Publications
Publications & Open Research
Our research outputs — white papers, longitudinal reports, and open datasets — are designed as digital public goods to advance evidence-based policymaking and educational equity.
Forthcoming
The Policy Insight Series
The Geography of Talent: Fiscal Multiplier & Innovation Spillover Analysis of International STEM Talent in the United States
This report applies spatial econometric methods and regional I-O models to quantify the full-spectrum economic contribution of international STEM talent across U.S. metropolitan areas. The analysis produces geographic heat maps tracking talent distribution across innovation clusters (e.g., Silicon Alley, Research Triangle, Route 128 corridor), and estimates the fiscal multiplier effects of high-skilled international employment — including direct tax revenue, induced service-sector demand, and downstream job creation for domestic workers.
Key Deliverables
- National geographic distribution heat map of international STEM talent concentration
- Metropolitan-level fiscal multiplier estimates (jobs created per STEM position)
- Regional innovation output correlation analysis
- Policy recommendations for targeted talent attraction strategies
Beyond GPA: A Longitudinal Tracking Study of Career Resilience and Retention Using the HTCS Framework
This study challenges the conventional reliance on academic performance metrics (GPA, standardized test scores) as predictors of long-term career success. Using the five-dimension HTCS assessment framework, we track cohorts of international graduates over 3–5 years to identify the latent factors — intrinsic motivation (IM), value-ethos orientation (VEO), and family capital synergy (FCS) — that truly predict career stability, successful industry transitions, and resilience to AI-driven occupational disruption.
Key Deliverables
- Identification of career resilience predictors beyond academic metrics
- IA-IM-VEO interaction effect quantification on burnout resistance
- Career transition success rate analysis by HTCS profile archetype
- Recommendations for higher education institutions on holistic admissions and advising practices
The Invisible Safety Net: Moderating Effects of Intergenerational Capital (FCS) on Cross-Border Talent Decision Risk
This report investigates how family background operates as an "invisible lever" that modulates an individual's psychological capacity to absorb risk when facing visa uncertainty, unemployment threats, and career transition costs. Through latent variable decomposition of the FCS construct, we identify distinct family capital archetypes and quantify their differential impact on career decision-making behavior.
Key Deliverables
- Family capital archetype taxonomy and prevalence mapping
- Mediation pathway analysis: FCS → risk tolerance → career decision quality
- Identification of "decision poverty" populations (high IA, low FCS)
- Policy recommendations for equity-targeted support programs
Open Access
Open-Source Knowledge Commons
As part of our commitment to public transparency and academic reproducibility, Glenbrook Consulting will progressively release research resources under open-access licenses.
De-Identified Research Datasets
Status: Available following completion of first longitudinal cohortAnonymized, aggregated decision-behavior datasets derived from HTCS assessments — available to the global academic community under open-access licenses.
Methodological Documentation
Status: Initial technical documentation in preparationFull technical specifications of HTCS assessment instruments, including item parameters, construct definitions, scoring algorithms, and validity evidence.
Standardized Decision-Support Worksheets
Status: Pilot versions under development for partner testingPractitioner-ready worksheets distilling HTCS assessment logic into structured guidance protocols for community-based organizations and school counselors.
Research Standards & Peer Review
- Pre-publication peer review by external subject-matter experts in education measurement, labor economics, and migration studies.
- Transparent reporting of methodological assumptions, model limitations, confidence intervals, and known biases.
- Reproducibility commitment — analytical code and de-identified data will be made available to enable independent replication where feasible.
- Conflict of interest disclosure — all publications include explicit statements regarding funding sources and potential conflicts.
Citation & Usage
All Glenbrook Consulting publications are released for public use. Suggested citation format:
Glenbrook Consulting Inc. (Year). Title of Report. Glenbrook Consulting Policy Insight Series. Retrieved from [URL].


◆ What you will do ◆
What you return should be the lines of the data containing "Processes", each in full.

◆ Supplied records ◆
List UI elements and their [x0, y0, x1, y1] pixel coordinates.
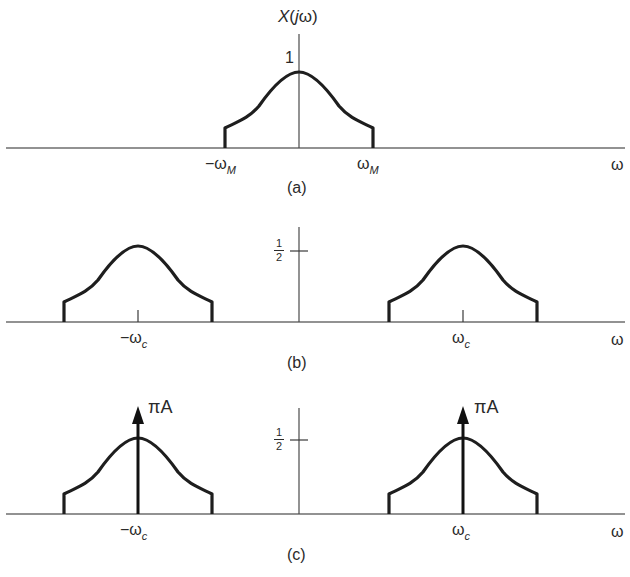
ylabel-omega: ω [299, 7, 312, 26]
omega-symbol: ω [214, 155, 227, 172]
panel-a-right-edge-label: ωM [357, 156, 379, 172]
panel-a [6, 34, 625, 148]
subscript: c [465, 530, 471, 542]
panel-a-caption: (a) [287, 180, 307, 196]
panel-c-xlabel: ω [611, 524, 624, 540]
panel-b-right-center-label: ωc [452, 330, 470, 346]
omega-symbol: ω [452, 521, 465, 538]
omega-symbol: ω [129, 329, 142, 346]
panel-c [6, 406, 625, 514]
subscript: M [227, 164, 236, 176]
modulation-spectrum-figure: X(jω) 1 −ωM ωM ω (a) 1 2 −ωc ωc ω (b) πA… [0, 0, 630, 577]
subscript: c [465, 338, 471, 350]
figure-graphics [0, 0, 630, 577]
fraction-numerator: 1 [276, 237, 282, 249]
panel-b-left-center-label: −ωc [120, 330, 147, 346]
fraction-denominator: 2 [276, 440, 282, 452]
panel-b-caption: (b) [287, 355, 307, 371]
minus-sign: − [120, 521, 129, 538]
subscript: M [370, 164, 379, 176]
omega-symbol: ω [129, 521, 142, 538]
ylabel-paren-close: ) [312, 7, 318, 26]
ylabel-x: X [278, 7, 289, 26]
panel-c-right-impulse-arrow-icon [457, 406, 469, 424]
panel-c-right-center-label: ωc [452, 522, 470, 538]
panel-c-right-impulse-label: πA [474, 398, 498, 416]
fraction-numerator: 1 [276, 426, 282, 438]
panel-a-xlabel: ω [611, 157, 624, 173]
subscript: c [142, 530, 148, 542]
panel-c-half-label: 1 2 [274, 427, 284, 452]
panel-b-half-label: 1 2 [274, 238, 284, 263]
panel-a-left-edge-label: −ωM [205, 156, 236, 172]
panel-c-left-impulse-label: πA [148, 398, 172, 416]
fraction-denominator: 2 [276, 251, 282, 263]
minus-sign: − [120, 329, 129, 346]
minus-sign: − [205, 155, 214, 172]
panel-a-ylabel: X(jω) [278, 8, 318, 25]
panel-b-xlabel: ω [611, 332, 624, 348]
panel-a-peak-label: 1 [285, 50, 294, 66]
omega-symbol: ω [452, 329, 465, 346]
omega-symbol: ω [357, 155, 370, 172]
panel-c-left-center-label: −ωc [120, 522, 147, 538]
panel-c-caption: (c) [287, 547, 306, 563]
panel-c-left-impulse-arrow-icon [132, 406, 144, 424]
panel-b [6, 227, 625, 322]
subscript: c [142, 338, 148, 350]
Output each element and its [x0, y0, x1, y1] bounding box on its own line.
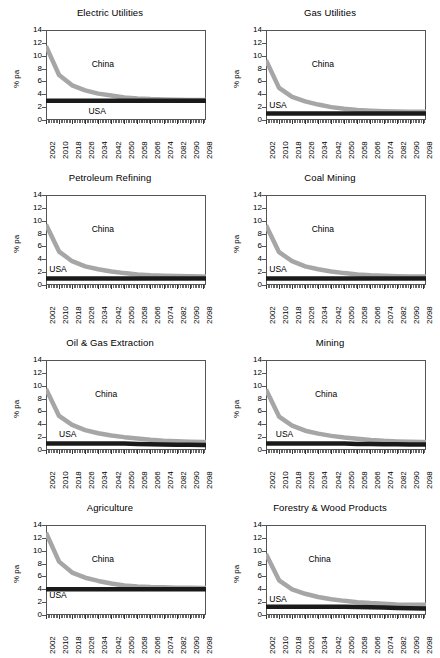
x-axis-label: 2090: [413, 141, 421, 159]
x-axis-label: 2042: [115, 141, 123, 159]
x-axis-label: 2010: [62, 306, 70, 324]
y-axis-label: 4: [240, 585, 262, 593]
x-axis-label: 2082: [400, 306, 408, 324]
y-axis-label: 6: [20, 407, 42, 415]
x-axis-label: 2058: [361, 471, 369, 489]
chart-panel: Coal Mining% pa0246810121420022010201820…: [220, 165, 440, 330]
x-axis-label: 2066: [374, 471, 382, 489]
plot-area: % pa024681012142002201020182026203420422…: [0, 0, 220, 165]
x-axis-label: 2042: [115, 636, 123, 654]
y-axis-label: 12: [20, 534, 42, 542]
x-axis-label: 2090: [193, 306, 201, 324]
x-axis-label: 2066: [374, 306, 382, 324]
x-axis-label: 2034: [101, 636, 109, 654]
x-axis-label: 2082: [180, 471, 188, 489]
x-axis-label: 2098: [206, 141, 214, 159]
x-axis-label: 2090: [413, 471, 421, 489]
x-axis-label: 2010: [62, 636, 70, 654]
series-line-china: [46, 46, 206, 100]
x-axis-label: 2098: [206, 471, 214, 489]
plot-area: % pa024681012142002201020182026203420422…: [0, 165, 220, 330]
x-axis-label: 2042: [335, 636, 343, 654]
y-axis-label: 14: [20, 521, 42, 529]
y-axis-label: 0: [240, 611, 262, 619]
plot-area: % pa024681012142002201020182026203420422…: [0, 495, 220, 658]
x-axis-label: 2002: [49, 141, 57, 159]
x-axis-label: 2026: [88, 636, 96, 654]
series-line-usa: [46, 444, 206, 445]
x-axis-label: 2034: [101, 306, 109, 324]
x-axis-labels: 2002201020182026203420422050205820662074…: [46, 455, 206, 493]
plot-area: % pa024681012142002201020182026203420422…: [220, 330, 440, 495]
x-axis-label: 2090: [193, 141, 201, 159]
x-axis-label: 2042: [335, 306, 343, 324]
x-axis-label: 2058: [361, 306, 369, 324]
plot-area: % pa024681012142002201020182026203420422…: [220, 0, 440, 165]
x-axis-label: 2042: [115, 306, 123, 324]
x-axis-label: 2074: [387, 471, 395, 489]
annotation-china: China: [92, 60, 114, 69]
x-axis-label: 2074: [387, 141, 395, 159]
y-axis-label: 2: [20, 103, 42, 111]
y-axis-label: 4: [20, 90, 42, 98]
x-axis-label: 2018: [295, 141, 303, 159]
x-axis-label: 2066: [154, 141, 162, 159]
x-axis-label: 2018: [75, 141, 83, 159]
x-axis-labels: 2002201020182026203420422050205820662074…: [46, 125, 206, 163]
series-line-china: [266, 554, 426, 605]
x-axis-labels: 2002201020182026203420422050205820662074…: [266, 620, 426, 658]
x-axis-labels: 2002201020182026203420422050205820662074…: [46, 620, 206, 658]
y-axis-label: 4: [20, 255, 42, 263]
x-axis-label: 2050: [348, 306, 356, 324]
x-axis-ticks: [46, 120, 206, 124]
y-axis-label: 8: [240, 230, 262, 238]
x-axis-labels: 2002201020182026203420422050205820662074…: [266, 125, 426, 163]
y-axis-label: 12: [240, 369, 262, 377]
y-axis-label: 4: [240, 90, 262, 98]
y-axis-label: 2: [20, 598, 42, 606]
y-axis-label: 0: [20, 446, 42, 454]
chart-panel: Mining% pa024681012142002201020182026203…: [220, 330, 440, 495]
x-axis-label: 2010: [282, 306, 290, 324]
y-axis-label: 8: [20, 560, 42, 568]
y-axis-label: 12: [240, 204, 262, 212]
x-axis-label: 2034: [321, 471, 329, 489]
y-axis-label: 4: [240, 420, 262, 428]
y-axis-label: 14: [240, 191, 262, 199]
y-axis-label: 10: [240, 217, 262, 225]
series-container: [266, 30, 426, 120]
x-axis-label: 2074: [387, 636, 395, 654]
series-line-china: [46, 533, 206, 588]
x-axis-label: 2098: [426, 636, 434, 654]
x-axis-ticks: [266, 120, 426, 124]
x-axis-label: 2098: [426, 306, 434, 324]
y-axis-label: 0: [240, 446, 262, 454]
x-axis-label: 2058: [141, 141, 149, 159]
annotation-china: China: [92, 225, 114, 234]
x-axis-label: 2050: [128, 636, 136, 654]
y-axis-label: 4: [240, 255, 262, 263]
y-axis-label: 14: [240, 521, 262, 529]
x-axis-label: 2002: [269, 306, 277, 324]
chart-panel: Oil & Gas Extraction% pa0246810121420022…: [0, 330, 220, 495]
x-axis-label: 2018: [295, 471, 303, 489]
chart-panel: Petroleum Refining% pa024681012142002201…: [0, 165, 220, 330]
annotation-usa: USA: [49, 591, 66, 600]
x-axis-label: 2082: [400, 636, 408, 654]
x-axis-labels: 2002201020182026203420422050205820662074…: [266, 455, 426, 493]
x-axis-label: 2090: [413, 636, 421, 654]
y-axis-label: 10: [240, 382, 262, 390]
y-axis-label: 10: [20, 547, 42, 555]
y-axis-label: 12: [240, 39, 262, 47]
y-axis-label: 10: [240, 52, 262, 60]
y-axis-label: 14: [240, 356, 262, 364]
x-axis-label: 2026: [308, 141, 316, 159]
y-axis-label: 8: [240, 560, 262, 568]
series-line-china: [266, 60, 426, 112]
x-axis-label: 2002: [49, 471, 57, 489]
x-axis-label: 2050: [128, 141, 136, 159]
x-axis-label: 2058: [361, 636, 369, 654]
y-axis-label: 2: [240, 433, 262, 441]
x-axis-label: 2034: [101, 141, 109, 159]
series-container: [46, 195, 206, 285]
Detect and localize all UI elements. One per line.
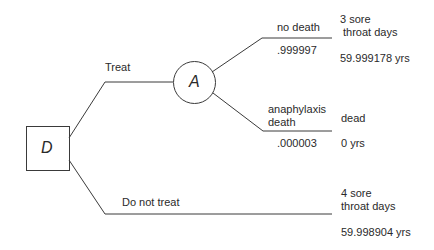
anaphylaxis-probability: .000003	[277, 137, 317, 150]
no-death-label: no death	[277, 21, 320, 34]
anaphylaxis-label-line2: death	[268, 116, 296, 129]
decision-node-label: D	[41, 139, 53, 157]
treat-label: Treat	[105, 61, 130, 74]
outcome-no-death-line1: 3 sore	[340, 13, 371, 26]
outcome-no-death-line2: throat days	[343, 26, 397, 39]
chance-node-label: A	[189, 73, 200, 91]
no-death-probability: .999997	[277, 44, 317, 57]
do-not-treat-label: Do not treat	[122, 196, 179, 209]
outcome-no-death-value: 59.999178 yrs	[340, 52, 410, 65]
anaphylaxis-label-line1: anaphylaxis	[268, 103, 326, 116]
do-not-treat-branch-line	[69, 160, 332, 214]
outcome-anaphylaxis-value: 0 yrs	[341, 137, 365, 150]
outcome-do-not-treat-value: 59.998904 yrs	[341, 226, 411, 239]
outcome-do-not-treat-line2: throat days	[341, 200, 395, 213]
treat-branch-line	[69, 82, 173, 138]
outcome-do-not-treat-line1: 4 sore	[341, 187, 372, 200]
outcome-anaphylaxis-line1: dead	[341, 112, 365, 125]
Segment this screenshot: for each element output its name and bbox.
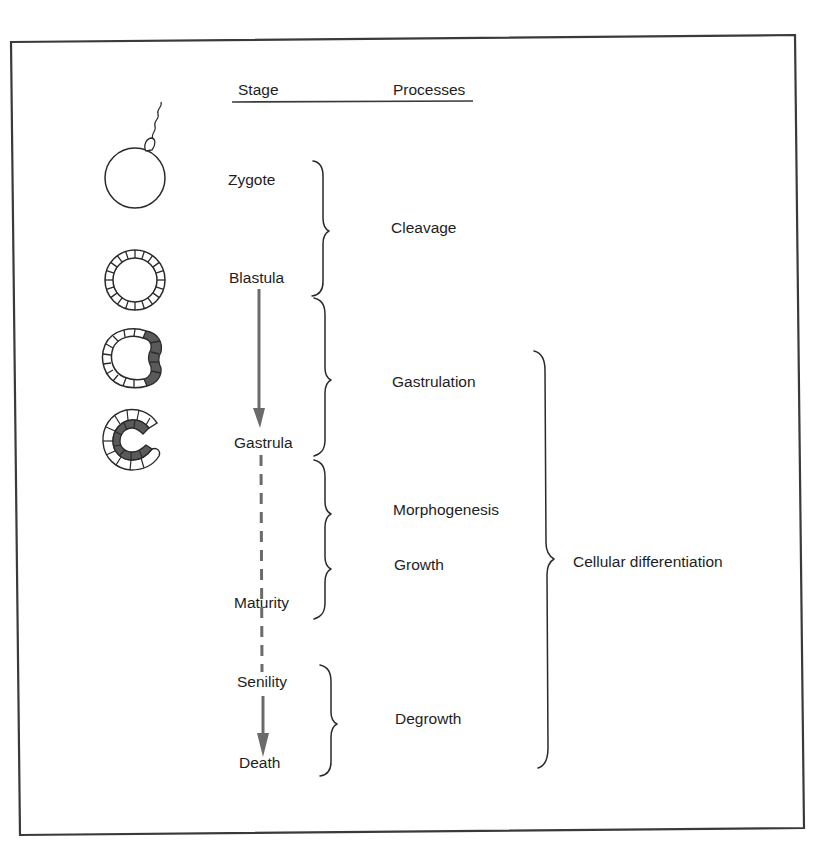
stage-label-senility: Senility (237, 673, 287, 690)
process-label-gastrulation: Gastrulation (392, 373, 476, 390)
header-underline (232, 101, 473, 102)
process-label-degrowth: Degrowth (395, 710, 461, 727)
arrowhead-icon (253, 408, 265, 428)
brace-degrowth (320, 665, 337, 776)
process-label-morphogenesis: Morphogenesis (393, 501, 499, 518)
arrow-blastula-to-gastrula (253, 289, 265, 428)
brace-cleavage (312, 161, 329, 296)
sperm-icon (145, 102, 162, 151)
stage-label-blastula: Blastula (229, 269, 285, 286)
blastula-illustration (105, 250, 165, 310)
early-gastrula-illustration (103, 329, 162, 388)
stage-label-death: Death (239, 754, 280, 771)
process-label-cleavage: Cleavage (391, 219, 457, 236)
brace-gastrulation (314, 298, 331, 456)
process-label-growth: Growth (394, 556, 444, 573)
zygote-illustration (105, 102, 165, 208)
gastrula-illustration (103, 410, 160, 470)
egg-cell-icon (105, 148, 165, 208)
column-header-processes: Processes (393, 81, 466, 98)
arrow-senility-to-death (257, 696, 269, 757)
brace-cellular-differentiation (534, 351, 554, 768)
development-stages-diagram: Stage Processes (0, 0, 814, 855)
dashed-line-gastrula-to-senility (261, 455, 262, 672)
stage-label-gastrula: Gastrula (234, 434, 293, 451)
process-label-cellular-differentiation: Cellular differentiation (573, 553, 723, 570)
brace-morphogenesis-growth (314, 460, 331, 619)
column-header-stage: Stage (238, 81, 279, 98)
stage-label-zygote: Zygote (228, 171, 275, 188)
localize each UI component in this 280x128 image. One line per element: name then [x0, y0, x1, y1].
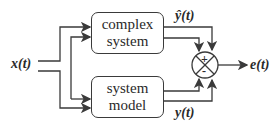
block-label-line1: system	[107, 80, 149, 97]
block-label-line1: complex	[102, 16, 154, 33]
system-model-block: system model	[91, 76, 164, 118]
complex-system-block: complex system	[91, 12, 164, 54]
yhat-label: ŷ(t)	[175, 8, 194, 24]
block-label-line2: system	[107, 33, 149, 50]
minus-sign: -	[202, 64, 206, 79]
block-label-line2: model	[109, 97, 147, 114]
input-label: x(t)	[11, 56, 31, 72]
y-label: y(t)	[175, 105, 194, 121]
error-label: e(t)	[250, 57, 269, 73]
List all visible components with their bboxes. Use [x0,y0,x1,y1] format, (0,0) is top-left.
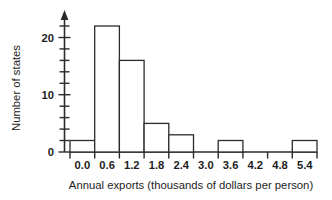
y-axis [61,10,69,152]
y-axis-title: Number of states [10,45,22,131]
bar-3 [144,123,169,152]
histogram-figure: 20 10 0 [0,0,332,200]
y-tick-label-20: 20 [42,32,54,44]
y-axis-labels: 20 10 0 [42,32,54,159]
bar-0 [70,141,95,153]
x-axis-title: Annual exports (thousands of dollars per… [69,179,314,191]
bar-2 [119,60,144,152]
bar-9 [292,141,317,153]
histogram-bars [70,26,317,152]
y-axis-arrow-icon [61,10,69,20]
x-tick-label-3: 1.8 [149,159,165,171]
bar-6 [218,141,243,153]
histogram-chart: 20 10 0 [0,0,332,200]
bar-4 [169,135,194,152]
x-tick-label-6: 3.6 [223,159,239,171]
x-axis-ticks [70,152,317,159]
x-tick-label-4: 2.4 [173,159,189,171]
y-tick-label-10: 10 [42,89,54,101]
y-tick-label-0: 0 [48,146,54,158]
x-tick-label-1: 0.6 [99,159,115,171]
x-tick-label-9: 5.4 [297,159,313,171]
x-tick-label-7: 4.2 [248,159,264,171]
bar-1 [95,26,120,152]
x-axis-labels: 0.0 0.6 1.2 1.8 2.4 3.0 3.6 4.2 4.8 5.4 [75,159,314,171]
x-tick-label-5: 3.0 [198,159,214,171]
x-tick-label-0: 0.0 [75,159,91,171]
x-tick-label-8: 4.8 [272,159,288,171]
x-tick-label-2: 1.2 [124,159,140,171]
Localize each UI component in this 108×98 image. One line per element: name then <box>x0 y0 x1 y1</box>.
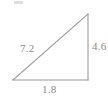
base-side-length-label: 1.8 <box>42 84 56 95</box>
hypotenuse-length-label: 7.2 <box>20 43 34 54</box>
vertical-side-length-label: 4.6 <box>92 41 106 52</box>
triangle-figure: 7.2 4.6 1.8 <box>0 0 108 98</box>
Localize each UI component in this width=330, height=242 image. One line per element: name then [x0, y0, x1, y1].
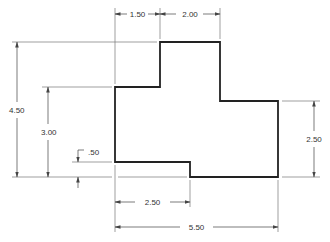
dim-label-top-right-width: 2.00	[182, 10, 198, 19]
dim-label-top-left-width: 1.50	[130, 10, 146, 19]
dim-label-overall-height: 4.50	[9, 106, 25, 115]
dim-label-bottom-left-width: 2.50	[145, 198, 161, 207]
technical-drawing: 1.50 2.00 4.50 3.00 .50 2.50 2.50 5.50	[0, 0, 330, 242]
dimension-lines	[17, 14, 314, 227]
dim-label-right-height: 2.50	[306, 135, 322, 144]
part-outline	[115, 42, 278, 177]
dim-label-bottom-step-offset: .50	[88, 148, 100, 157]
dimension-labels: 1.50 2.00 4.50 3.00 .50 2.50 2.50 5.50	[9, 10, 322, 232]
dim-label-overall-width: 5.50	[189, 223, 205, 232]
dim-label-left-step-height: 3.00	[41, 128, 57, 137]
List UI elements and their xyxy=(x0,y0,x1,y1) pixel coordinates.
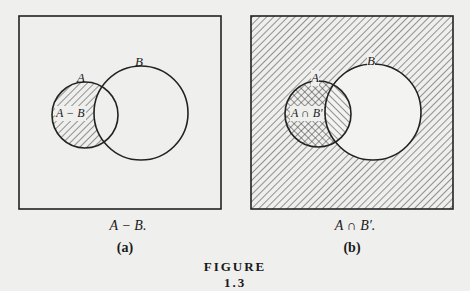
panel-a xyxy=(19,16,221,209)
caption-a: A − B. xyxy=(98,218,158,234)
panel-b xyxy=(251,16,453,209)
label-a: A xyxy=(77,70,85,86)
sublabel-b: (b) xyxy=(337,240,367,256)
region-label-a-intersect-b-complement: A ∩ B′ xyxy=(290,106,324,121)
universe-box-a xyxy=(19,16,221,209)
label-b: B xyxy=(135,54,143,70)
sublabel-a: (a) xyxy=(110,240,140,256)
label-a: A xyxy=(311,70,319,86)
region-label-a-minus-b: A − B xyxy=(55,106,86,121)
figure-title: FIGURE 1.3 xyxy=(190,259,280,291)
label-b: B xyxy=(367,53,375,69)
caption-b: A ∩ B′. xyxy=(320,218,390,234)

◆ Your solution ◆
column-header-processes: Processes (393, 81, 466, 98)
development-stages-diagram: Stage Processes (0, 0, 814, 855)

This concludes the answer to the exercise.